Now that you've experimented with designing a page, its time to move to designing a multi-page document.
Content organization involves sequencing the content, determining what the title and headers will say, identifying where images and graphics are needed, what they will be, what the captions will say, and which pieces of text will be used for breakouts and other purposes.
To do this you need to consider
The following are helpful things to keep in mind
Multi-page documents generally get a different treatment on the opening page than on subsequent pages. The headline and any document identification information is on the first page. The opening page is a right hand page and is designed as a single page. Subsequent pages are usually pairs of left and right pages, and the visual design is across the two pages rather than over a single page. The last page is the back page of the document. It is an even numbered, or left hand page. It, too, can have individualized elements in its design. These 'individualized' designs for the front and back page still fit within the overall design and style sheet for the entire document. The use the same layout grid, fonts and so on.
The following layout examples were built from the PageMaker templates. To see the effect of front page, double-page, and back page designs, you need to see the adobe acrobat viewer for continuous, facing pages. If you can't do that, print the pages and assemble them with pages 1 and 2 back-to-back, pages 3 and 4 back-to-back, and pages 2 and 3 facing each other (you will print 4 sheets of paper, but the newsletter is designed to be printed on both sides of the paper, using only two sheets of paper - of course you can print on both sides of the paper)
The following sequence is a good starting point for planning a multi-page document
The purpose of this activity is to build capability with designing multi-page print documents
You will need to print the following .pdf file. The file has two left (verso) and two right pages (recto). If you can, print page one on one side of the sheet, and print page two on the other side of the sheet. That way, four pages will use two sheets of paper. If you can't do that, put pairs of recto and verso pages back to back so that they look like a single sheet of paper.
Complete each of the following
There is no self test for this lesson.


## Your assignment
Everything from the line holding "Given this 1024" through the final line of the records is to be transcribed exactly, except pictures, and nothing beyond that.

##########

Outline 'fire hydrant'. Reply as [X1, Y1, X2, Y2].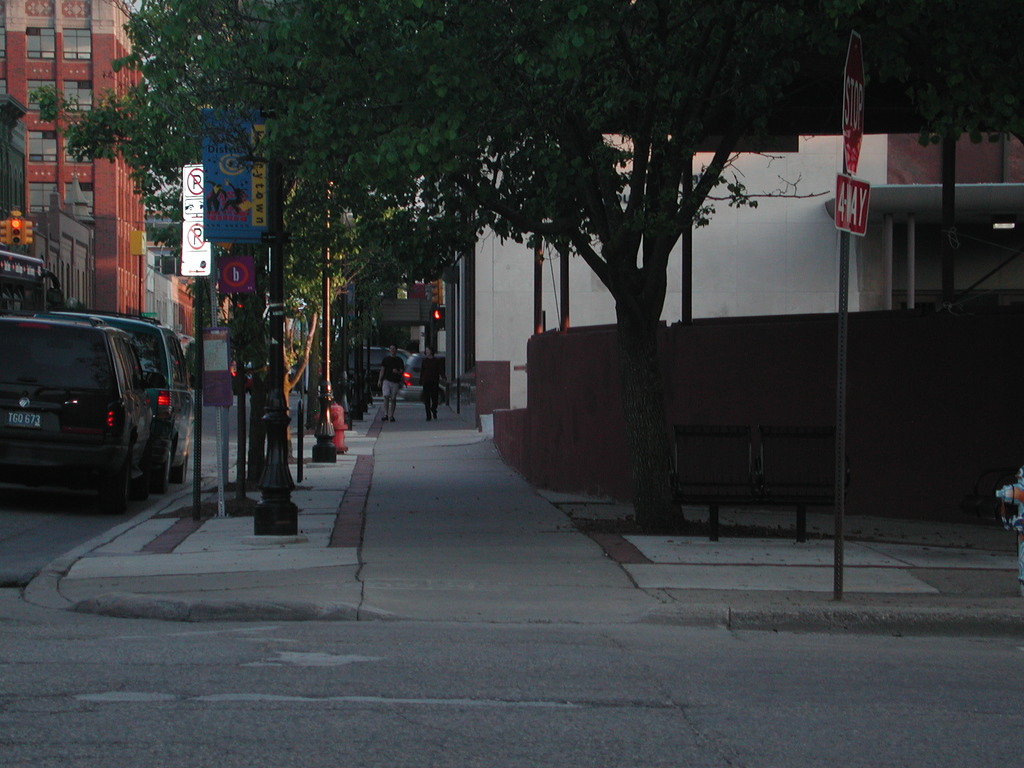
[328, 394, 349, 454].
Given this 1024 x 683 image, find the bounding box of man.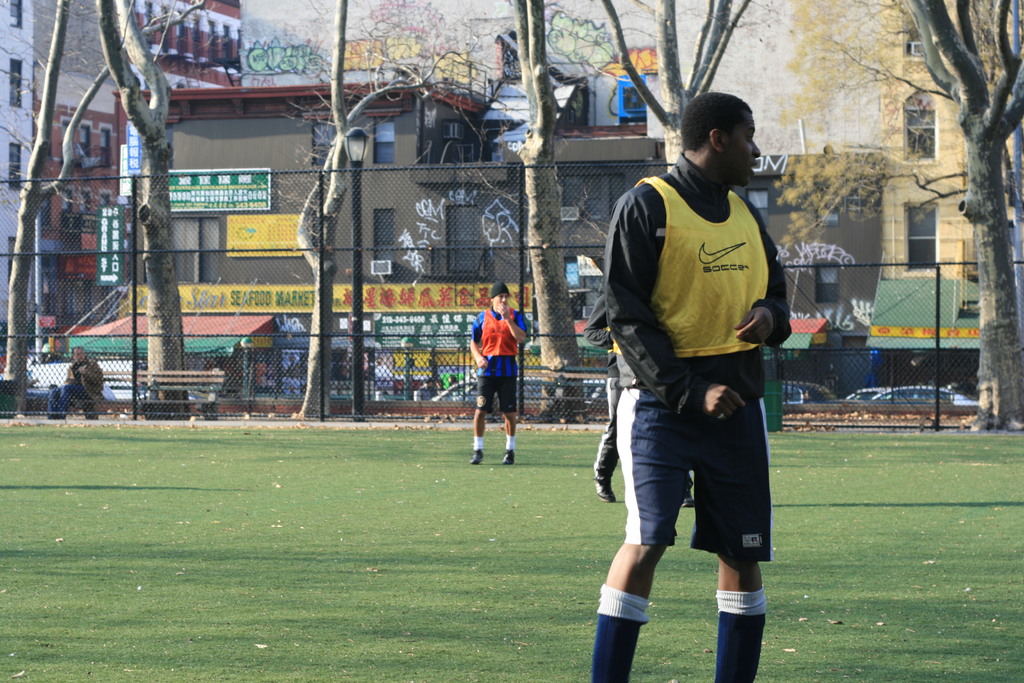
select_region(42, 332, 73, 363).
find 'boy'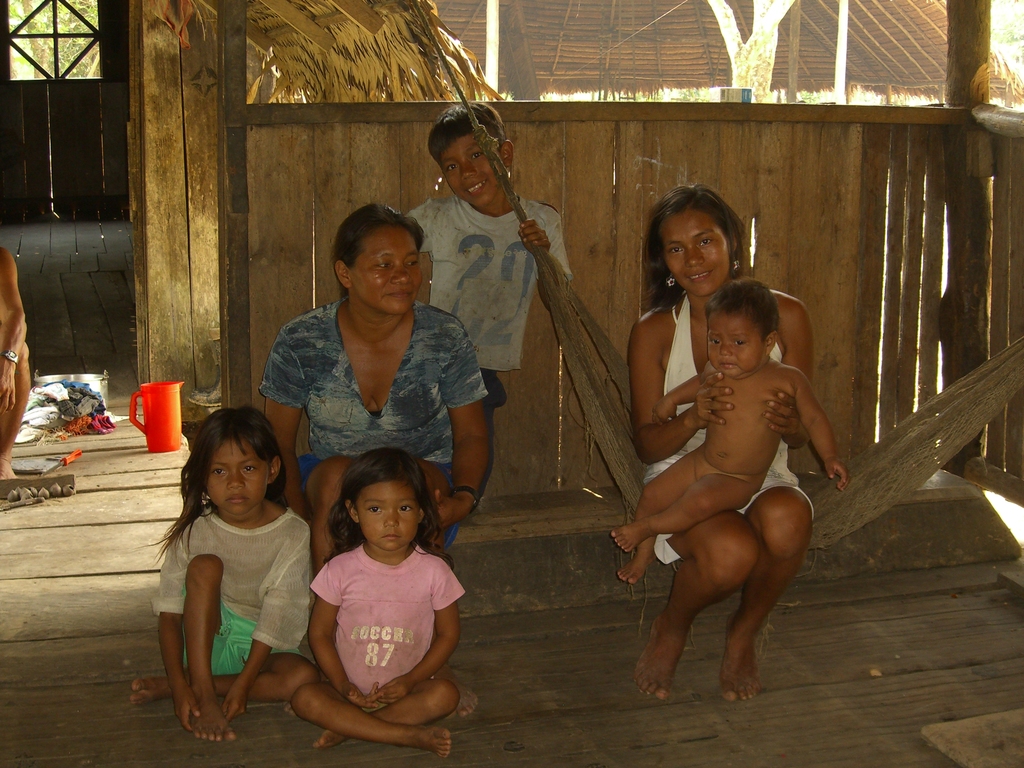
select_region(403, 101, 575, 438)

##########

## Task answer
Given this 1024 x 683 image, find the bounding box of man.
select_region(42, 332, 73, 363).
find 'boy'
select_region(403, 101, 575, 438)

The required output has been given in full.